### WORK REQUEST
No line before the one holding "What do you" is wanted; restate word for word that line and all lines after it to the end of the entries, excluding pictures.

### RECORDS FOR THE TASK
⟨
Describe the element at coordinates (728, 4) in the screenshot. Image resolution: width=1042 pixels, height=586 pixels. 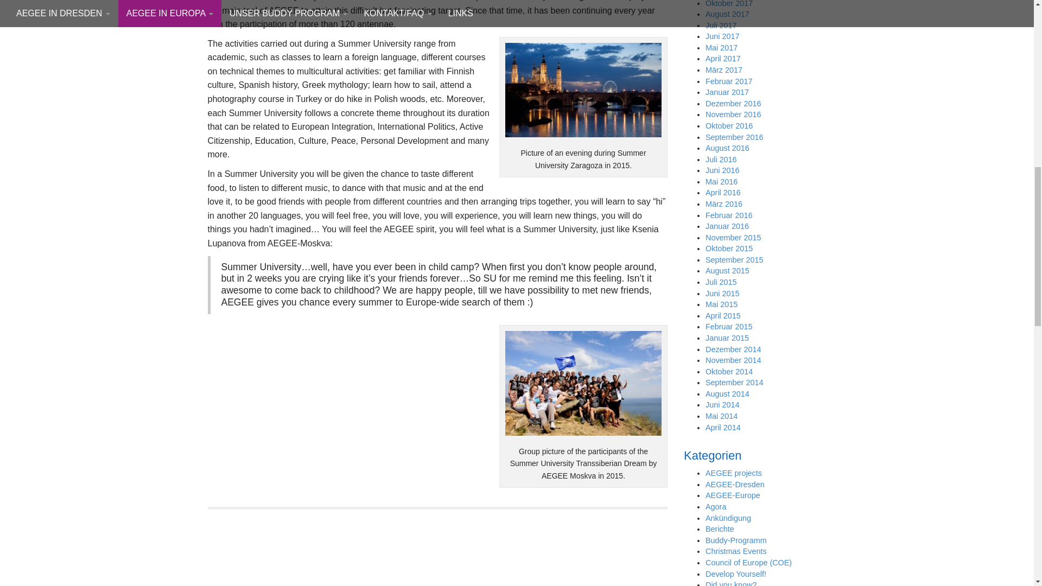
I see `Oktober 2017` at that location.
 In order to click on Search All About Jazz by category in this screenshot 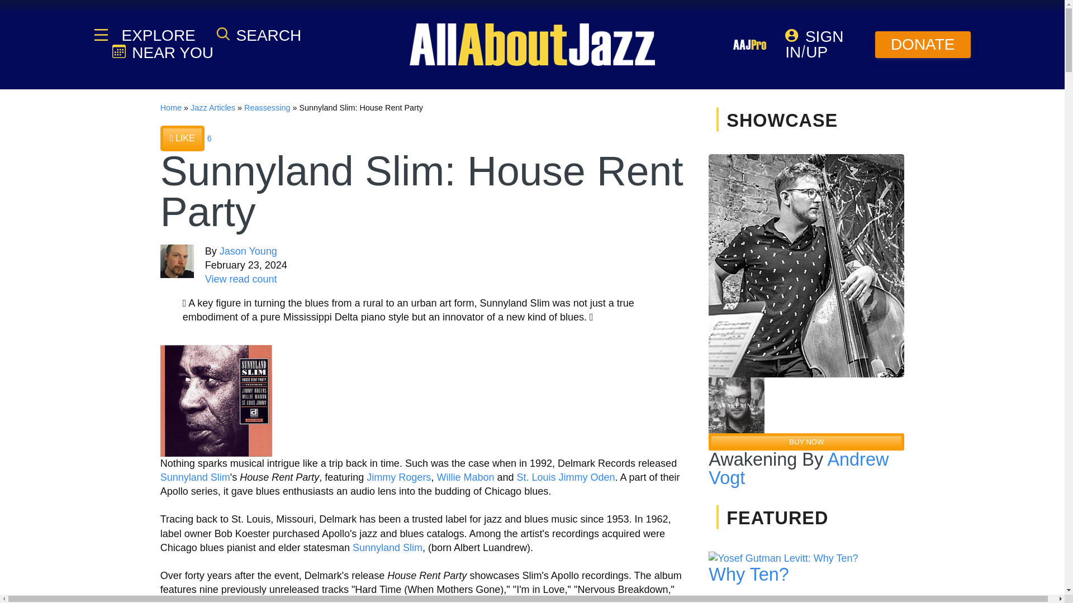, I will do `click(259, 35)`.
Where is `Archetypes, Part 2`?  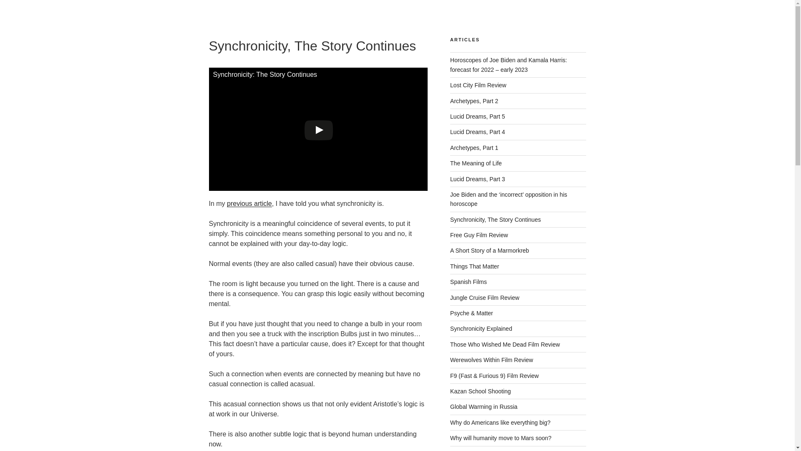
Archetypes, Part 2 is located at coordinates (474, 101).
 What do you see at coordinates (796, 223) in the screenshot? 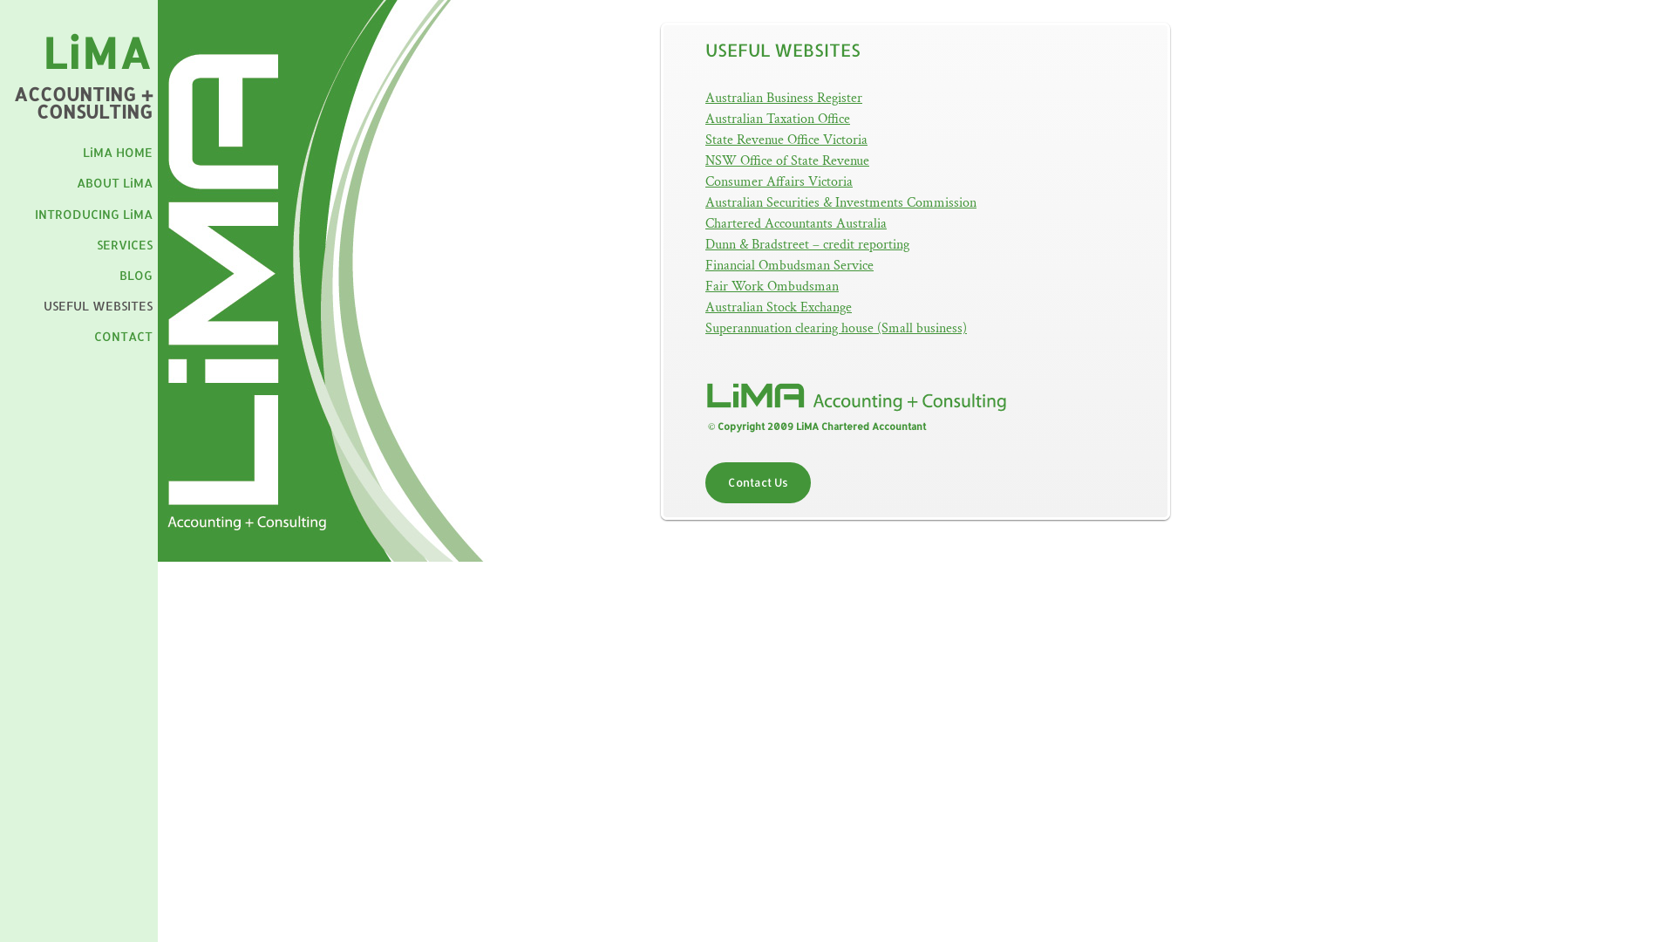
I see `Chartered Accountants Australia` at bounding box center [796, 223].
⟩
### PROBLEM SOLUTION
 What do you see at coordinates (796, 223) in the screenshot? 
I see `Chartered Accountants Australia` at bounding box center [796, 223].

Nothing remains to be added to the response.